Face To Your Audience

Common wisdom holds that writers need a website. It's probably a good idea for most people engaged in any form of business that involves a wider public. Most people use a content management system, usually some form of blog, to manage their writing and posting.

Having a website serves some important functions.

  1. It's your place on the web. A kind of storefront/office where readers can find you. A place not beholden to the vicissitudes of the landlord in some walled garden.
  2. It's where you put your email list signup.
  3. It's a warehouse for ideas that didn't make it into your stories – virtual DVD extra features.
  4. It's where you communicate with your readers.

All of those serve one audience, your readers and the people who may become your readers, but that last point hides an important problem.

What to communicate and how often?

Advice on how often is all over the map. At least once a week. Three times a week. Always on the same days of the week. Never on Sunday. Doesn't matter as long as it's regular and often.

But almost nobody talks about what you should write beyond:

  1. A list of your stories and where to find them
  2. A “press kit” with a headshot and brief bio prepped in case you get asked
  3. Cover reveals
  4. News of new releases

What about that blog? You've got a perfectly good content management system there. Why not use it?

So, of course, you do and that's where I see a lot of writers spending a lot of time and energy writing about writing. Obviously, I don't think there's anything wrong with that, but too often I'm left wondering why they're doing it. I mean, sure, if your audience is writers, then that's what you should be writing about.

Fiction authors, maybe not so much.

I've always followed the axiom: Face to your audience. Peers at your back.

What do readers want to know?

With few exceptions, they only want to know a few things:

  1. What's your next book?
  2. When's it coming?
  3. Will it be in the format I want?
  4. What are you working on now?
  5. What are you going to work on next?
  6. Are you going to be somewhere in person?
  7. What's a good book I can read while I'm waiting?

Yes, writers are readers and we like to know what our fellow word-herders think about this or that facet of the biz.

The problems arise when you only write about how to torture characters to facilitate their growth along the story arc or the ten tips for finding a few minutes to write in the course of a busy day.

What happens when your website becomes a source for writers – not readers? When you want readers to know about your new release, or to tell them that it's being held up because the artist is redoing the cover art, or that the audiobook has hit the digital shelves?

Sure, you'll email them because that's what the email list is for, but they have to come to your site to sign up first. If the only thing they see is writer talk? Maybe they don't sign up for that.

There are authors who manage to do it well, but they're in the minority. I hear too many authors complaining that they have trouble finding an audience or have no following, and when I look at their websites, they're talking craft. They're talking about their business and not about their art.

Worse, they're spending valuable writing time to do it.

How long does it take to write a 500 word blog post three times a week? Even once a week? That's time that didn't get spent on their next book.

Nobody can focus on one thing very long. Of course, we have to break it up. But I'm not hearing that writers have so much writing time on their hands that they have to put it down to take a break from the story in order to dash out 500 words on the four pillars of good storytelling.

The “what do I write today?” issue arises because writing and publishing is slow work. Not much changes from day to day unless you're writing shorts and, even then, a good short story can take a while to develop. Writing long form takes even longer. Trying to satisfy the “you must post this often” rules can break your brain.

So writers write about writing because they feel like they have to write something and “I'm still working on 'A Hard Row To Hoe' today” doesn't feel right.

But what if you stopped doing that?

Set your own pace. “I'll tell you how it's going on Saturday.” A short blurb on one or more of the topics of interest to readers. Set up a template for the posts so you only have to fill in the blanks. Make it fast and easy so you can actually have time to make more progress on the actual writing work instead of the writing-adjacent work.

Sure, you think of it as “marketing” but unless you're talking about your fiction, you're selling to the wrong audience.

Personally, I post to my blog on the first of the month. I give the readers an update on what happened in the previous month with me personally and with all the pieces in play across my various franchises. I give them a book recommendation so they have something to read going forward. I tell them what I'm planning for the coming month. That's it.

I do the same thing on my newsletter but on the 15th so the hardcore fans get two updates a month. (The really hardcore subscribe to my somewhat daily podcast, which has been on hiatus for the last few months for health reasons, but I digress.)

It's also why I started “The View From Here” so I could do the writer-talk in a place separate from the reader-talk. I spend the time to write here because I think it's important that we actually have peers at our backs. Peers who can help us and peers we can help in turn.

Face to your audience. Peers at your back.

Try it for a while and remember two things:

  1. Nothing sells your last book better than your next one.
  2. Talking about somebody else's book is a lot easier than talking about your own.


Task description:
Across all the records below, how many lines contain "open"? Respond with only the number.

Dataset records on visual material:
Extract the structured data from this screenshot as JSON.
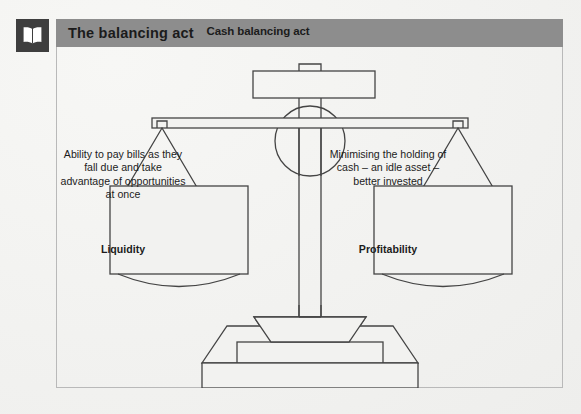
{
  "header": {
    "icon": "open-book-icon",
    "title": "The balancing act"
  },
  "diagram": {
    "type": "balance-scale",
    "top_label": "Cash balancing act",
    "left_pan": {
      "text": "Ability to pay bills as they fall due and take advantage of opportunities at once",
      "caption": "Liquidity"
    },
    "right_pan": {
      "text": "Minimising the holding of cash – an idle asset – better invested",
      "caption": "Profitability"
    }
  },
  "colors": {
    "title_bar": "#8d8d8d",
    "icon_background": "#3e3e3e",
    "stroke": "#444444",
    "frame_border": "#b9b9b9",
    "page_background": "#f2f2f0"
  }
}
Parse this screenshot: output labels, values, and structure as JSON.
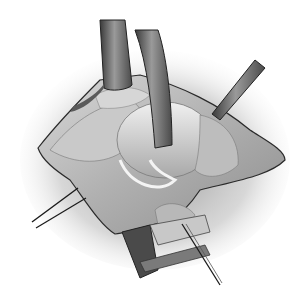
{
  "image": {
    "kind": "grayscale surgical illustration",
    "subject": "open surgical field with retractors and sutures",
    "width": 303,
    "height": 304,
    "elements": {
      "retractors": 4,
      "suture_needles": 2,
      "incision_drape": 1
    },
    "colors": {
      "background": "#ffffff",
      "shadow": "#9a9a9a",
      "tissue_light": "#e6e6e6",
      "tissue_mid": "#bdbdbd",
      "tissue_dark": "#7a7a7a",
      "retractor_light": "#8c8c8c",
      "retractor_dark": "#3a3a3a",
      "outline": "#2a2a2a"
    }
  }
}
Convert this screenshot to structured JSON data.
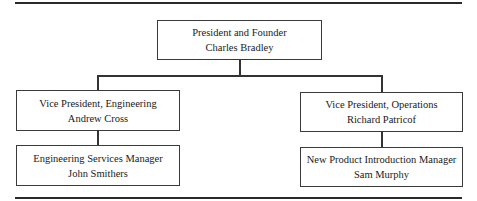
{
  "org_chart": {
    "root": {
      "title": "President and Founder",
      "name": "Charles Bradley"
    },
    "branches": [
      {
        "head": {
          "title": "Vice President, Engineering",
          "name": "Andrew Cross"
        },
        "report": {
          "title": "Engineering Services Manager",
          "name": "John Smithers"
        }
      },
      {
        "head": {
          "title": "Vice President, Operations",
          "name": "Richard Patricof"
        },
        "report": {
          "title": "New Product Introduction Manager",
          "name": "Sam Murphy"
        }
      }
    ]
  },
  "colors": {
    "lines": "#333333",
    "text": "#1a1a1a",
    "background": "#ffffff"
  }
}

Exercise response:
2